4) By federal law, all LED, fluorescent, and other light bulbs and fixtures designed for outdoor use, whether manufactured here or imported from abroad, should be subject to spectral analysis before they reach the market to determine the colors of light they emit. Any bulb or fixture producing more than 500 lumens that radiates primarily in the green, blue and/or violet portions of the visible light spectrum should be banned or limited to indoor use only. This policy would eliminate most factory installed and aftermarket LED headlights in automobiles, semi-trucks, motorcycles, and ATVs, which are now major contributors to light pollution nationwide; it would also proscribe green and blue LED price signs at gas stations and holiday light strings consisting entirely of green, blue, violet, or white LEDs. Finally, this rule would require that green LED traffic and railroad signals either be dimmed slightly at night or replaced with another type of green bulb to reduce glare.
5) Congress and the president should reverse the legislative ban in effect since 2012 on the domestic manufacture of incandescent light bulbs. They should also enact legislation that includes tax incentives to encourage the domestic research and development of artificial outdoor lighting that is both dark-sky friendly and energy efficient.
6) Also by federal law, permanent zones of specially restricted outdoor lighting should include and surround each of our national parks, extending at least ten miles from their borders to protect the darkness of their skies.
The idea is to form an interlocking matrix of local, state, and federal outdoor lighting emission regulations that would effectively halt and reverse the raging pandemic of artificial light pollution. Regardless of whether they live in the inner city, the suburbs, a small town, or the countryside, all Americans who can see should have access to sufficiently dark skies that at least a few hundred stars are always visible on a clear night when the Moon is absent or less than half full.
It is no accident that the recent worldwide jump in visible light pollution has occurred at the same time, in the same places, and in the same proportion as the spiritual light of faith in God has been dimmed and extinguished in modern society. Indifference to the Creator and disrespect for his creation go hand in hand. As Benedict XVI wisely points out in the quote at the beginning of this article, the polluted night sky is merely a symptom of our version of enlightenment in which we are so dazzled by our own inventions and accomplishments that we can no longer see beyond them to the great religious and moral truths of our own existence or the origin, destiny, and meaning of the universe itself.

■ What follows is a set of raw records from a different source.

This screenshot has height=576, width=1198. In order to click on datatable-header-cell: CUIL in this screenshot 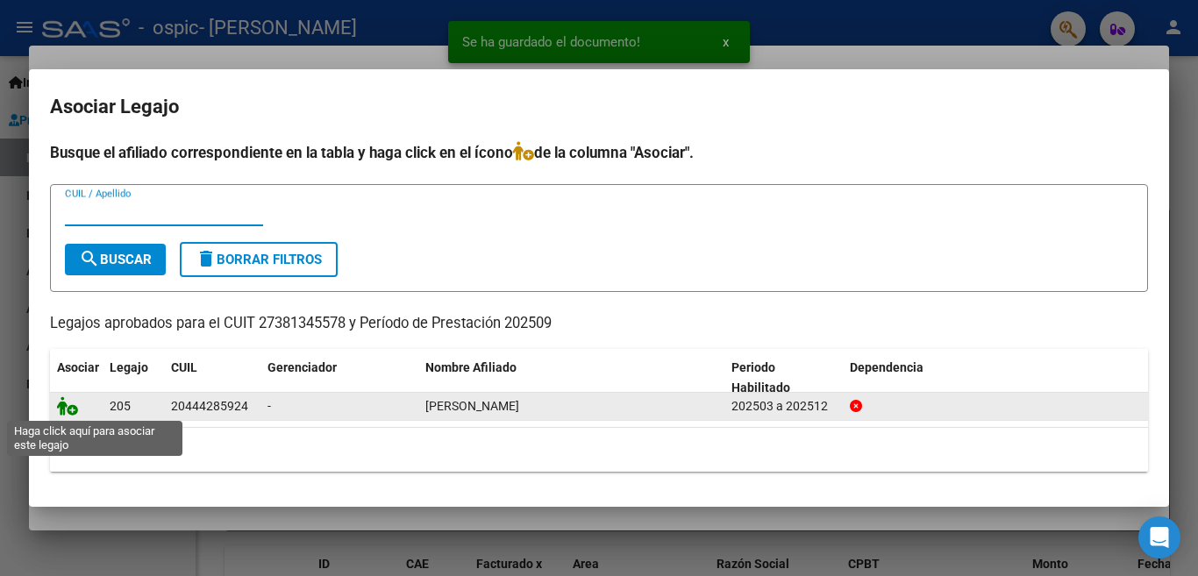, I will do `click(212, 378)`.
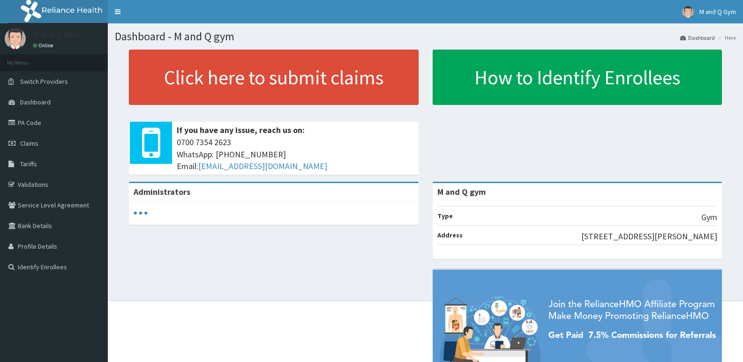 The image size is (743, 362). I want to click on a: Online, so click(44, 45).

The kindly light of divinely revealed truth has a difficult time penetrating the bubble of a radically secularized society and culture determined to navigate by human lights alone.

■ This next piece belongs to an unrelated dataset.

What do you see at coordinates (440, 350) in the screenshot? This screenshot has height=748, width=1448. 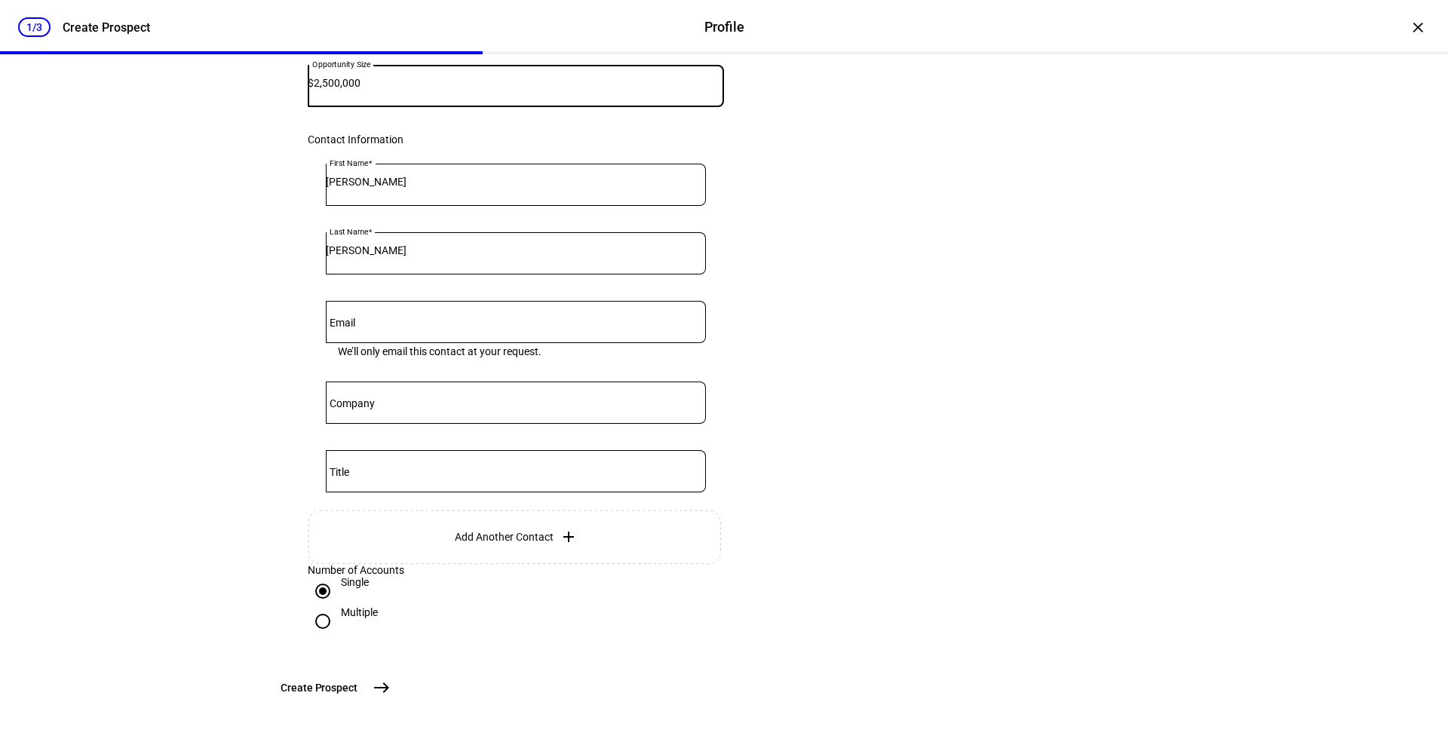 I see `mat-hint: We’ll only email this contact at your request.` at bounding box center [440, 350].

As believers in the perennial truths that an infinitely good and loving God created the cosmos and that human beings are stewards of creation, Catholics and other Christians should be at the forefront of a mass movement to restore, improve, and protect the visibility of the night sky in the United States and around the world. They should work together with people of goodwill everywhere to ensure that the open book of the Creator’s handiwork in the firmament above can be read by anyone with eyes to see. When that day finally comes, then the “kindly light of Truth” will have a chance to penetrate the darkness of error enshrouding the minds of so many more modern men and women, beckoning them to emerge from their self-constructed cocoons and embark on the fulfilling adventure of faith.